At this stage I ran into my first issue. There’s no way to position the filter like you can with a background image. It will always be positioned from the top left corner of its containing space. This was fine for the left-hand shape but no good for the right-hand one. I was positioning the background image to the right of that space so when the font was resized more of the shape was revealed from the left.
So, my fix (that I’m not entirely happy with) was to add in an empty span tag after the initial one. I could then put the right-hand shape in that span tag and style it to be the same size as the graphic. The initial span tag could then take either a repeated background gif or a background colour – and when the font was resized it would grow happily as well.
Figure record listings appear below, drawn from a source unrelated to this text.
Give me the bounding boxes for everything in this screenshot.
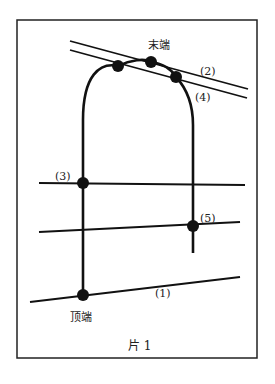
dot-top-right — [170, 71, 182, 83]
dot-5 — [187, 220, 199, 232]
line-4 — [70, 50, 247, 98]
line-1 — [30, 277, 240, 302]
line-3 — [39, 183, 245, 185]
dot-top-left — [112, 60, 124, 72]
label-line-4: (4) — [195, 91, 211, 104]
label-top-end: 末端 — [148, 38, 170, 52]
figure-frame — [17, 20, 257, 358]
arch-path — [83, 60, 193, 296]
diagram-canvas: 末端 (2) (4) (3) (5) (1) 顶端 片 1 — [0, 0, 275, 384]
figure-caption: 片 1 — [128, 339, 151, 353]
dot-1 — [77, 289, 89, 301]
label-line-3: (3) — [55, 170, 71, 183]
dot-top-center — [145, 56, 157, 68]
dot-3 — [77, 177, 89, 189]
label-line-5: (5) — [200, 212, 216, 225]
label-line-2: (2) — [200, 65, 216, 78]
label-line-1: (1) — [155, 287, 171, 300]
label-bottom-end: 顶端 — [70, 311, 92, 324]
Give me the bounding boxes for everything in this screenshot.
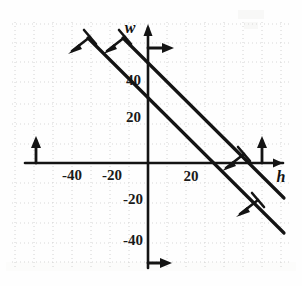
coordinate-plane-svg: w h -40 -20 20 40 20 -20 -40 <box>0 0 302 286</box>
y-tick-label-neg20: -20 <box>123 191 143 207</box>
x-tick-label-neg20: -20 <box>102 167 122 183</box>
y-tick-label-neg40: -40 <box>123 232 143 248</box>
y-axis-label: w <box>125 19 136 36</box>
x-tick-label-neg40: -40 <box>62 167 82 183</box>
x-axis-label: h <box>277 168 286 185</box>
graph-figure: w h -40 -20 20 40 20 -20 -40 <box>0 0 302 286</box>
x-tick-label-pos20: 20 <box>184 168 199 184</box>
y-tick-label-pos20: 20 <box>126 109 141 125</box>
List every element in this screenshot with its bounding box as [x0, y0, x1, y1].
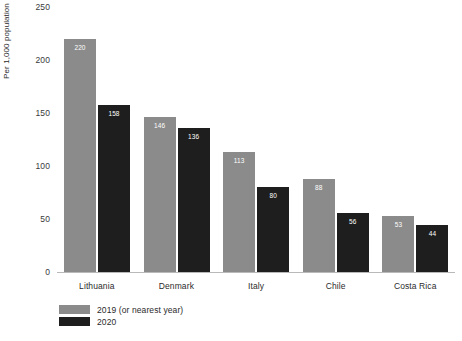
bar-value-label: 220 [64, 44, 96, 51]
bar-group: 11380 [216, 7, 296, 272]
bar-value-label: 88 [303, 184, 335, 191]
bar-group: 8856 [296, 7, 376, 272]
x-tick-label: Lithuania [52, 281, 142, 291]
bar-group: 220158 [57, 7, 137, 272]
y-tick-label: 0 [16, 267, 50, 277]
legend-label: 2020 [97, 317, 116, 327]
x-axis-line [57, 272, 455, 273]
bar-group: 5344 [375, 7, 455, 272]
bar-value-label: 136 [178, 133, 210, 140]
y-tick-label: 100 [16, 161, 50, 171]
y-tick-label: 150 [16, 108, 50, 118]
bar: 146 [144, 117, 176, 272]
bar: 158 [98, 105, 130, 272]
y-tick-label: 50 [16, 214, 50, 224]
bar-chart: Per 1,000 population 050100150200250 220… [0, 0, 462, 341]
bar: 53 [382, 216, 414, 272]
bar: 56 [337, 213, 369, 272]
bar-value-label: 53 [382, 221, 414, 228]
x-tick-label: Chile [291, 281, 381, 291]
bar: 88 [303, 179, 335, 272]
y-axis-title: Per 1,000 population [2, 0, 11, 96]
bar: 220 [64, 39, 96, 272]
y-tick-label: 200 [16, 55, 50, 65]
bar: 113 [223, 152, 255, 272]
legend: 2019 (or nearest year)2020 [59, 304, 183, 328]
bar-value-label: 158 [98, 110, 130, 117]
bar-value-label: 80 [257, 192, 289, 199]
bar: 44 [416, 225, 448, 272]
legend-label: 2019 (or nearest year) [97, 305, 183, 315]
bar-value-label: 146 [144, 122, 176, 129]
bar: 80 [257, 187, 289, 272]
x-tick-label: Denmark [131, 281, 221, 291]
bar: 136 [178, 128, 210, 272]
bar-value-label: 113 [223, 157, 255, 164]
bar-value-label: 56 [337, 218, 369, 225]
legend-swatch [59, 317, 90, 326]
plot-area: 2201581461361138088565344 [57, 7, 455, 272]
legend-item[interactable]: 2019 (or nearest year) [59, 304, 183, 315]
y-tick-label: 250 [16, 2, 50, 12]
bar-value-label: 44 [416, 230, 448, 237]
x-tick-label: Costa Rica [370, 281, 460, 291]
legend-item[interactable]: 2020 [59, 316, 183, 327]
bar-group: 146136 [137, 7, 217, 272]
legend-swatch [59, 305, 90, 314]
x-tick-label: Italy [211, 281, 301, 291]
So the HTML now looks like this:
<ul>
<li><a href=”#”><span>Blogs</span><span class=”tabRight”> </span></a></li>
<li><a href=”#”><span>Contact</span><span class=”tabRight”> </span></a></li>
</ul>
the CSS for browsers supporting PNGs:
ul {float:left; list-style-type:none;}
li {float:left; margin:0 5px 0 0;}
li a {float:left; padding:0 0 0 12px; background:transparent url(i/tabOffLeft.png) top left no-repeat; color:#fff;}
li a span {display:block; float:left; padding:8px 0 5px 0; background-color:#484C57;}
li a span.tabRight {width:12px; background:transparent url(i/tabOffRight.png) top right no-repeat;}
and the CSS for IE6 and IE5.5:
li a {background-image:none; filter:progid:DXImageTransform.Microsoft.AlphaImageLoader(
src=”/wp-content/themes/mbm/i/tabOffLeft.png”, sizingMethod=”crop”);}
li a span.tabRight {background-image:none; filter:progid:DXImageTransform.Microsoft.AlphaImageLoader(
src=”/wp-content/themes/mbm/i/tabOffRight.png”, sizingMethod=”crop”);}
That now works happily across the browsers! When you resize the font the tabs grow as well without breaking or losing their shape.
However, the compromise is that I’ve introduced meaningless markup into the HTML – it’s there purely for presentational purposes and this is a bit of a no-no when you’re trying to adhere to semantic markup. At the moment though it’s the best compromise I could come up with. I am still pondering other ways of doing it… and I’m open to any suggestions here!!
One last thing on the joys of PNGs, (almost done here – I promise), PNGs do something called gamma correction. Now I’m not an expert on this but to sum it up I’d say it’s where the colour of the PNG is corrected to render according to the platform it’s on. As GIFs, JPEGs and CSS background colours don’t do this you can end up with mismatched colours when combining these on a web page. And that is across the browsers, not just on IE.

To fix this help is at hand in the form of a handy little tool (for Windows only) called TweakPNG by Jason Summers. Just download the tool and use it to open your PNG file. You can then delete the gamma information that is displayed (Edit > Delete).
Now you really should be done and have lovely little rounded tabs made with PNGs!